The Sixteenth Century
Finale crumbles in times of change
The 16th century was a difficult time for the Finale Area. In 1530, Giovanni II Del Carretto was mortally wounded during the Conquest of Tunis, thereby ending his great rise onto an Italian political scene that was by then dominated by Charles V Habsburg.
As none of his offspring were of age at the time of his death, his wife Peretta Usodimare Cybo became regent, so when she married the Genoese admiral Andrea Doria in 1527, he took control over the Finale Area.
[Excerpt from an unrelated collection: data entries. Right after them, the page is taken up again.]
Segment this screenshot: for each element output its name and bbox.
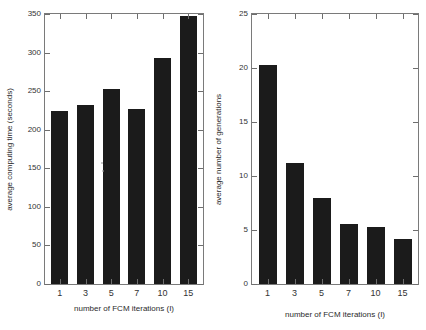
figure-container: average computing time (seconds) 0501001… xyxy=(0,0,426,330)
x-tick-label-5: 5 xyxy=(319,288,324,298)
bar-3 xyxy=(77,105,94,284)
y-tick-mark xyxy=(252,14,257,15)
bar-15 xyxy=(394,239,412,284)
bar-10 xyxy=(154,58,171,284)
y-tick-label: 25 xyxy=(239,10,252,18)
x-tick-label-1: 1 xyxy=(265,288,270,298)
y-tick-mark xyxy=(45,168,50,169)
bar-7 xyxy=(340,224,358,284)
x-tick-mark-top xyxy=(376,14,377,19)
y-tick-mark xyxy=(45,53,50,54)
y-tick-mark-right xyxy=(198,284,203,285)
y-tick-label: 100 xyxy=(28,203,45,211)
x-tick-label-7: 7 xyxy=(134,288,139,298)
y-axis-label-left: average computing time (seconds) xyxy=(3,13,15,285)
y-tick-mark-right xyxy=(198,130,203,131)
x-tick-label-3: 3 xyxy=(292,288,297,298)
y-tick-mark xyxy=(45,207,50,208)
x-tick-mark xyxy=(111,279,112,284)
x-tick-mark xyxy=(163,279,164,284)
plot-area-left: 050100150200250300350 13571015 xyxy=(44,13,204,285)
y-tick-mark-right xyxy=(198,207,203,208)
x-tick-mark xyxy=(60,279,61,284)
y-tick-label: 50 xyxy=(32,241,45,249)
x-tick-mark xyxy=(322,279,323,284)
y-tick-mark-right xyxy=(413,68,418,69)
bar-5 xyxy=(313,198,331,284)
image-artifact xyxy=(102,170,104,172)
y-tick-mark-right xyxy=(198,14,203,15)
x-tick-mark xyxy=(86,279,87,284)
plot-area-right: 0510152025 13571015 xyxy=(251,13,419,285)
y-tick-mark-right xyxy=(198,91,203,92)
y-tick-mark-right xyxy=(198,168,203,169)
y-tick-mark-right xyxy=(413,176,418,177)
x-tick-mark-top xyxy=(268,14,269,19)
x-tick-mark-top xyxy=(188,14,189,19)
x-tick-label-15: 15 xyxy=(183,288,193,298)
y-tick-mark-right xyxy=(413,122,418,123)
y-tick-label: 200 xyxy=(28,126,45,134)
bar-series-left xyxy=(45,14,203,284)
y-tick-mark xyxy=(252,176,257,177)
x-tick-mark-top xyxy=(403,14,404,19)
x-tick-label-7: 7 xyxy=(346,288,351,298)
x-tick-mark xyxy=(295,279,296,284)
y-tick-mark xyxy=(45,284,50,285)
y-tick-mark xyxy=(252,122,257,123)
image-artifact xyxy=(101,162,103,164)
x-tick-label-10: 10 xyxy=(157,288,167,298)
y-tick-mark-right xyxy=(413,230,418,231)
x-tick-label-1: 1 xyxy=(57,288,62,298)
bar-10 xyxy=(367,227,385,284)
y-tick-label: 10 xyxy=(239,172,252,180)
x-tick-label-10: 10 xyxy=(370,288,380,298)
y-tick-mark-right xyxy=(413,14,418,15)
y-tick-label: 150 xyxy=(28,164,45,172)
x-tick-mark-top xyxy=(349,14,350,19)
x-axis-label-left: number of FCM iterations (I) xyxy=(44,304,204,313)
bar-series-right xyxy=(252,14,418,284)
bar-15 xyxy=(180,16,197,284)
y-tick-mark xyxy=(252,68,257,69)
x-tick-mark-top xyxy=(163,14,164,19)
x-tick-mark xyxy=(403,279,404,284)
y-tick-mark xyxy=(252,284,257,285)
x-tick-mark-top xyxy=(295,14,296,19)
bar-5 xyxy=(103,89,120,284)
y-tick-label: 5 xyxy=(244,226,252,234)
y-tick-label: 15 xyxy=(239,118,252,126)
bar-1 xyxy=(259,65,277,284)
y-axis-label-right: average number of generations xyxy=(213,13,225,285)
bar-3 xyxy=(286,163,304,284)
y-tick-mark xyxy=(45,91,50,92)
y-tick-label: 250 xyxy=(28,87,45,95)
y-tick-label: 0 xyxy=(37,280,45,288)
bar-1 xyxy=(51,111,68,284)
y-tick-mark xyxy=(45,245,50,246)
x-tick-label-3: 3 xyxy=(83,288,88,298)
x-axis-label-right: number of FCM iterations (I) xyxy=(251,310,419,319)
y-tick-label: 300 xyxy=(28,49,45,57)
x-tick-mark-top xyxy=(86,14,87,19)
y-tick-label: 0 xyxy=(244,280,252,288)
y-tick-label: 350 xyxy=(28,10,45,18)
x-tick-mark xyxy=(137,279,138,284)
x-tick-mark xyxy=(268,279,269,284)
y-tick-mark xyxy=(252,230,257,231)
y-tick-mark xyxy=(45,130,50,131)
y-tick-mark-right xyxy=(413,284,418,285)
x-tick-mark-top xyxy=(111,14,112,19)
x-tick-label-15: 15 xyxy=(397,288,407,298)
y-tick-mark-right xyxy=(198,53,203,54)
x-tick-mark xyxy=(376,279,377,284)
y-tick-mark xyxy=(45,14,50,15)
chart-panel-right: average number of generations 0510152025… xyxy=(213,0,426,330)
bar-7 xyxy=(128,109,145,284)
x-tick-mark-top xyxy=(137,14,138,19)
y-tick-label: 20 xyxy=(239,64,252,72)
x-tick-mark xyxy=(188,279,189,284)
x-tick-mark-top xyxy=(60,14,61,19)
chart-panel-left: average computing time (seconds) 0501001… xyxy=(0,0,213,330)
x-tick-mark xyxy=(349,279,350,284)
THE SIXTEENTH CENTURY – 1500-1602 CE
However, when Peretta’s son Alfonso II Del Carretto came of age in 1546, the marquisate went to him and he became a complex and controversial princely figure in a quickly-changing world. The ever-growing demands relating to the up-keep of a princely court, taxation, inflation caused by the arrival of large quantities of silver and gold ore from the Americas, the assent of great international empires and national states caused living conditions to worsen and a number of riots to break out across Europe.
Of course, Finale was not spared, and in 1568, after the siege of Castel Gavone, Alfonso II was forced to flee before the riots – fuelled by Genoa – and seek refuge at the Empire’s court in Vienna, where he died in 1583 without ever returning to his fiefdom.
He was fleetingly succeeded by his brothers Alessandro and Sforza Andrea Del Carretto and the latter sold the Marquisate of Finale to the Spanish crown in 1598, before dying with no offspring in 1602.
Sforza Andrea’s majestic mausoleum inside San Biagio’s Church at Finalborgo was commissioned to artist Battista Orsolino by his heir Giovanni Andrea Doria and marked both the end of the ancient House of Del Carretto and the entrance of Finale onto the greater European scenario.